The Sex Lives Of Us, Too
To mark the fiftieth anniversary of the Wolfenden Report, ´óÏó´«Ã½ Radio 4 is running a series of programmes exploring sexuality in Modern Britain entitled The Sex Lives of Us. I could bore your socks off about the Woldfenden Report, but as it has nothing to disability, I should summarise that this was a government report which recommended that what consenting adults got up to behind closed doors should not be the domain of criminal, pathing the way for the decriminalisation of male homosexuality in the UK (I happen to have blogged about this ).
In any case, the relevant bit to Ouch! is that Radio 4's leading Arts programme, Front Row is running a poll for the most significant landmark work of art on the subject of sexuality in the last fifty years. And there, in the shortlist of ten, stands (or rather, sits) none other than Alison Lapper Pregnant, the statue by which occupied the fourth plinth in Trafalgar Square throughout last year. This work is listed along with the likes of the movie Don't Look Now! and the song Je t'aime... mon non plus (ooh la la!).
The shortlist is inevitably going to be controversial, but it is both pleasing and interesting to see the statue on the list. It's not that it is an erotic work, but the mere image of a naked pregnant disabled woman challenges so many preconceptions about disability and sexuality; the idea that we can't have sex and have babies, the idea that our imperfect bodies should be hidden in case we frighten the pigeons. It is great to have these messages considered significant alongside other works which explored sexuality and our attitudes towards it.
You can vote for your favourite work from the shortlist here.
While we're here, are there any other works of art (in the most general sense) which you consider to have been landmarks in the changing attitudes towards the sexuality of disabled people? Or is our portion of the sexual revolution still in the making? Perhaps The Rocky Horror Picture Show for being the first film in which a male wheelchair user was depicted wearing high-heels, suspenders and stockings. Or maybe not.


TASK BRIEF => Except for the pictures, output the records in full and exactly.
-- Opening Marker --
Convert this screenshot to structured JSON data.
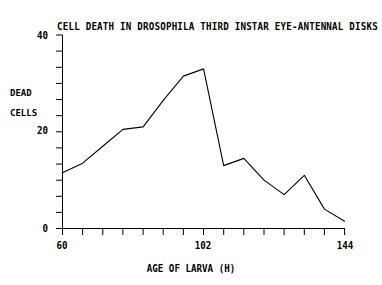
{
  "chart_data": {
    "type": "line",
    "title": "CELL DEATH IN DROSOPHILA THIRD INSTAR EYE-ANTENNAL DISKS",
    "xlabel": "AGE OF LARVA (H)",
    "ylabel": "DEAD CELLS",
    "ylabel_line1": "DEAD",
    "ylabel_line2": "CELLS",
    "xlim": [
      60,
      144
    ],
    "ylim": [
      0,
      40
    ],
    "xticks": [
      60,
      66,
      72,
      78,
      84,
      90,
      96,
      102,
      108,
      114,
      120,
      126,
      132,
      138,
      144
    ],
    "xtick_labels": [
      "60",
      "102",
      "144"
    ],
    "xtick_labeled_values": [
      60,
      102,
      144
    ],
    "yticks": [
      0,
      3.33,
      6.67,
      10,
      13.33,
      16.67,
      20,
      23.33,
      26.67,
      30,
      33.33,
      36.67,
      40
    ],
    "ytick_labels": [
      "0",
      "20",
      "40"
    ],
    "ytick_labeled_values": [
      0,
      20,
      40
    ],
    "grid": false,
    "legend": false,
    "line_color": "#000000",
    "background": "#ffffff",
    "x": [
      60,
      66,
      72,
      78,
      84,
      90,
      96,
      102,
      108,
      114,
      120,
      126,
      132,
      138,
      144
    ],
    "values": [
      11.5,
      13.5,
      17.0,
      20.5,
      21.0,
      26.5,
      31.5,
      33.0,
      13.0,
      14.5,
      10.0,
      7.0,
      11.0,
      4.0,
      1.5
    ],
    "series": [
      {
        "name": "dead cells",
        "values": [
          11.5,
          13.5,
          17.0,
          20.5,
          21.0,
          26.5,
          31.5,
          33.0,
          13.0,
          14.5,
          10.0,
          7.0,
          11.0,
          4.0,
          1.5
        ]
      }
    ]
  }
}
-- Closing Marker --
RESPONSE =>
Convert this screenshot to structured JSON data.
{
  "chart_data": {
    "type": "line",
    "title": "CELL DEATH IN DROSOPHILA THIRD INSTAR EYE-ANTENNAL DISKS",
    "xlabel": "AGE OF LARVA (H)",
    "ylabel": "DEAD CELLS",
    "ylabel_line1": "DEAD",
    "ylabel_line2": "CELLS",
    "xlim": [
      60,
      144
    ],
    "ylim": [
      0,
      40
    ],
    "xticks": [
      60,
      66,
      72,
      78,
      84,
      90,
      96,
      102,
      108,
      114,
      120,
      126,
      132,
      138,
      144
    ],
    "xtick_labels": [
      "60",
      "102",
      "144"
    ],
    "xtick_labeled_values": [
      60,
      102,
      144
    ],
    "yticks": [
      0,
      3.33,
      6.67,
      10,
      13.33,
      16.67,
      20,
      23.33,
      26.67,
      30,
      33.33,
      36.67,
      40
    ],
    "ytick_labels": [
      "0",
      "20",
      "40"
    ],
    "ytick_labeled_values": [
      0,
      20,
      40
    ],
    "grid": false,
    "legend": false,
    "line_color": "#000000",
    "background": "#ffffff",
    "x": [
      60,
      66,
      72,
      78,
      84,
      90,
      96,
      102,
      108,
      114,
      120,
      126,
      132,
      138,
      144
    ],
    "values": [
      11.5,
      13.5,
      17.0,
      20.5,
      21.0,
      26.5,
      31.5,
      33.0,
      13.0,
      14.5,
      10.0,
      7.0,
      11.0,
      4.0,
      1.5
    ],
    "series": [
      {
        "name": "dead cells",
        "values": [
          11.5,
          13.5,
          17.0,
          20.5,
          21.0,
          26.5,
          31.5,
          33.0,
          13.0,
          14.5,
          10.0,
          7.0,
          11.0,
          4.0,
          1.5
        ]
      }
    ]
  }
}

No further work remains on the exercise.